Embeddings

Embeddings are numerical(vector) representations of text that capture semantic meaning and in RAG they let you turn a query and all your documents into points in a high dimensional vector space so you can find “similar” content using similarity measures like cosine similarity.

What embeddings are

In RAG, an embedding is typical a dense vector (eg. 768 or 1024 numbers) produced by a model that maps text (words, sentences, chunks or documents) into a vector space

  • Instead of representing text as “bag of words” or exact tokens, embeddings encode meaning: similar ideas map to nearby points, unrelated ideas map far apart.

  • For example, “king” and “queen” will be close in the embedding space, while “king” and “car” will be far, because the model learns distributional semantics from training data

In a RAG pipeline

  1. You chunk your documents and compute an embedding for each chunk, storing them in a vector database.
  2. When a user asks a question, you compute an embedding for the query using the same (or compatible) embedding model
  3. You then search the vector database for chunks whose embeddings are most similar to the query embedding

Vector spaces and representation

Think of each embedding as a point in a high-dimensional vector space:

  • Each dimension is a number; a 768‑dimensional embedding lives in a 768‑dimensional space.
  • The position of a point reflects the semantic content of the text: texts with similar meanings cluster together; different meanings form separate clusters

Mathematically, if you have two texts A and B, their embeddings are vectors:

where d is the embedding dimension (768) the distance or angle between a and b in this space is used to measure how similar the texts are.

How similarity works in RAG

Once you have query and document embeddings, you need a similarity function to decide which documents are most relevant.
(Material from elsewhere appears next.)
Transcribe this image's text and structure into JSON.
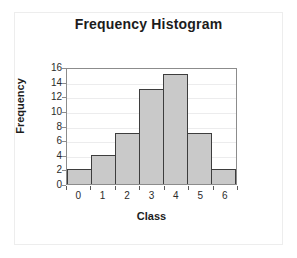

Common choices:

  • Cosine similarity (most common in RAG
  • Euclidean distance (sometimes used, but less common for semantic similarity)
  • Dot product (often used when embeddings are normalized; closely related to cosine similarity)

In RAG, the system:

  1. Computes similarity between the query embedding and every (or many candidate) document embeddings
  2. Ranks documents by similarity score.
  3. Returns the top‑k most similar chunks as context for the LLM to generate an answer.

The key idea: semantic similaritygeometric closeness in the embedding space.

Cosine similarity: intuition

Cosine similarity measures the angle between two vectors, not their length. It answers: “If I point these vectors from the origin, how aligned are they?”

  • If two vectors point in exactly the same direction, the angle is 0°, cosine similarity = 1.
  • If they are orthogonal (90°), cosine similarity = 0.
  • If they point in opposite directions (180°), cosine similarity = −1.

For RAG, we usually care about values near 1 (very similar) down to 0 (not similar); negative values are rare with good text embedding models

Cosine similarity: formula

For vectors a and b in d dimensions:

Where:

  • is the dot product.
  • is the Euclidean norm (length).

Properties:

  • If both vectors are normalized to length 1, cosine similarity is just the dot product
  • It is insensitive to magnitude: a long vector and a short vector can still have high cosine similarity if they point in the same direction

In RAG, this is convenient because embedding models often produce vectors with different scales, but we care about direction (semantic meaning), not absolute size.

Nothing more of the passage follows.